By Kenric Ward | Watchdog.org Virginia Bureau
FREDERICKSBURG — Republican Mitt Romney has pulled into a tie with President Barack Obama in Virginia, despite the challenger’s rising “negatives.”
Romney and Obama are deadlocked at 44 percent, says a Quinnipiac poll released Thursday. Quinnipiac’s survey in March showed the president with an eight-point lead in the key swing state.
But internal indicators in the poll suggest Romney’s momentum may be limited. His unfavorable rating increased from 29 percent in October 2011 to 42 percent in the latest survey.
Obama’s unfavorable rating dropped a point from 49 percent to 48 percent during the same period. But that’s not necessarily good news for a president who is upside-down, with a favorable rating of just 46 percent.
Kyle Kondik, political analyst at the University of Virginia Center for Politics, told Watchdog.org Virginia Bureau that Romney’s favorability fell as a natural result of the GOP campaign.
“The election remains a referendum on the incumbent, and the economy isn’t good and Obama’s favorability is weak,” he said.
The Quinnipiac Poll also found that Virginia’s U.S. Senate race is a dead heat, with the Republican, former Sen. George Allen, at 46 percent and former Democratic Gov.
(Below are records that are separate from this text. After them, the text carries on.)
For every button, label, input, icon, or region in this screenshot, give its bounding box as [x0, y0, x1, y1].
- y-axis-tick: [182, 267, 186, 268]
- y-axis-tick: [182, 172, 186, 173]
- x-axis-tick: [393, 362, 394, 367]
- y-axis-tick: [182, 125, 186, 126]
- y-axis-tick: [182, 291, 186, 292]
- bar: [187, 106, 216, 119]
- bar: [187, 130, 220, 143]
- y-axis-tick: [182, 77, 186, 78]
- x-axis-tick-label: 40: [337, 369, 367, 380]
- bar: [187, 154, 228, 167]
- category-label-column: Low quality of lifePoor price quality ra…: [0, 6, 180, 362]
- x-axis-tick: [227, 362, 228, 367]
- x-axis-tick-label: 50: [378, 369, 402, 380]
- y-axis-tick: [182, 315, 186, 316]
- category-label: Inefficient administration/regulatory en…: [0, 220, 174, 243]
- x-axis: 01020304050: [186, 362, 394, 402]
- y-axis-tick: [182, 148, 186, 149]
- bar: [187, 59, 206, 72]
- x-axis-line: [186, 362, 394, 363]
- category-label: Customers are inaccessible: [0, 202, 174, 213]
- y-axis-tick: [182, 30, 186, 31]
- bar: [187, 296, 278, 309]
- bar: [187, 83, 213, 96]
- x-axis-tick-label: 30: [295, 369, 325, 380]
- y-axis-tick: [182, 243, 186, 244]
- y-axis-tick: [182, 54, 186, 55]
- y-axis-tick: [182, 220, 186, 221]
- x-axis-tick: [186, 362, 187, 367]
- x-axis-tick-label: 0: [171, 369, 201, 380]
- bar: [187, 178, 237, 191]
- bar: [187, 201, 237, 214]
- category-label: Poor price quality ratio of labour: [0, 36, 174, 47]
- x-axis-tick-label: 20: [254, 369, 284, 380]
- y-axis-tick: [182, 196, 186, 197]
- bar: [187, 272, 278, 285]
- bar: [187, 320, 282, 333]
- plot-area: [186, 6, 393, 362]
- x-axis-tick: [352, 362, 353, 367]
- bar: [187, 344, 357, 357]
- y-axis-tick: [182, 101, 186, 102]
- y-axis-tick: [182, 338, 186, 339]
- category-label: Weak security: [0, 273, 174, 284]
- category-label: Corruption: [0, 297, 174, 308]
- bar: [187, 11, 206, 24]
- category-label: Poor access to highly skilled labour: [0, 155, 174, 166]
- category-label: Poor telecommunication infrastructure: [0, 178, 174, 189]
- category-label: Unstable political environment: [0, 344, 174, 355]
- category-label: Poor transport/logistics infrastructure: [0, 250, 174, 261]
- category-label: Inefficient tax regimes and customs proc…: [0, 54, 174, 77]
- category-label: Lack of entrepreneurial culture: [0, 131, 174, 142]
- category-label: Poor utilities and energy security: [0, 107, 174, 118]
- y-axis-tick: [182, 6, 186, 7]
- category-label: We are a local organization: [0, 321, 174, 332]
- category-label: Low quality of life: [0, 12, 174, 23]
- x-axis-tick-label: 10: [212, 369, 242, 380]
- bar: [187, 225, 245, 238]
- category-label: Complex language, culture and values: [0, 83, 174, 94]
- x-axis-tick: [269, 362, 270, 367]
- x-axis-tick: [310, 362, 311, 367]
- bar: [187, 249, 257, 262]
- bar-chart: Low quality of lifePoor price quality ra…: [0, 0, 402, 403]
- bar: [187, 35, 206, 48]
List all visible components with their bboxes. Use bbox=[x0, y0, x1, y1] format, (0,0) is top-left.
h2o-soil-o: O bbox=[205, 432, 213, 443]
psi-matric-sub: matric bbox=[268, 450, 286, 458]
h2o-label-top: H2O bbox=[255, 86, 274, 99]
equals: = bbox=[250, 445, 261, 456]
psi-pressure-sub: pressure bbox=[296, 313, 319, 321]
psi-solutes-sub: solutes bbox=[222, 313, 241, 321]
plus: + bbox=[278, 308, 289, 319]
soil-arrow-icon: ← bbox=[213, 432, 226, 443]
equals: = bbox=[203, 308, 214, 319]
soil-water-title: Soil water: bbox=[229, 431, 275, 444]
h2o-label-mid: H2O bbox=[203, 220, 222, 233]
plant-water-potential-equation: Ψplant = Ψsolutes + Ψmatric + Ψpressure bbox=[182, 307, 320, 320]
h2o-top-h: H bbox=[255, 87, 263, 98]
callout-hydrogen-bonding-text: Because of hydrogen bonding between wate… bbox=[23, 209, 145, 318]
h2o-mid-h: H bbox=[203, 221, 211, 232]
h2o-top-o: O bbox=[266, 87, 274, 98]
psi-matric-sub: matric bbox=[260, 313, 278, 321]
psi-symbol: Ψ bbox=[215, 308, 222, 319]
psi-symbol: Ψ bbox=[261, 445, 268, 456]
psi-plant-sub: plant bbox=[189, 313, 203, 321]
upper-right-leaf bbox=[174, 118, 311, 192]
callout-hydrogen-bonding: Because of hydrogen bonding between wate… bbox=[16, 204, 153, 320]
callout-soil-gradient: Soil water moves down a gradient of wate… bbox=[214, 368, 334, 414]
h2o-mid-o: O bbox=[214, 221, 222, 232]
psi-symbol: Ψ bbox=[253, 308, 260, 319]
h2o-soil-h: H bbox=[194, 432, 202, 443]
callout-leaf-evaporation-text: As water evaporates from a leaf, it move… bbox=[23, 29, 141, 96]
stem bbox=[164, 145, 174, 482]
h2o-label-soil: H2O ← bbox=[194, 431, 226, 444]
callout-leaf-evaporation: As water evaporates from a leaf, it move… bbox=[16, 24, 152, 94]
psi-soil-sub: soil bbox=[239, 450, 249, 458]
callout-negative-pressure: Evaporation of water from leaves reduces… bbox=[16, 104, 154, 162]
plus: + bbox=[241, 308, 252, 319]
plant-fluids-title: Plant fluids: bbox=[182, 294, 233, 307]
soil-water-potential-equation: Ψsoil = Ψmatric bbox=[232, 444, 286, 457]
Tim Kaine at 44 percent.
Polls have flip-flopped one or two percentage points either way, with a high share of voters saying they don’t know enough about the candidates to decide.
Some 27 percent said they didn’t know enough about Allen, who served one term in the U.S. Senate from 2000-06. Twenty-one percent said they didn’t know enough about Kaine, governor from 2005 to 2009.
“The Senate race remains a dog fight and every indication is it will remain that way until Nov. 6,” said Quinnipiac pollster Peter Brown.
“Interestingly the vast majority of voters say their votes in the Senate race will be about the candidates themselves and have no relation to their feelings about the president.”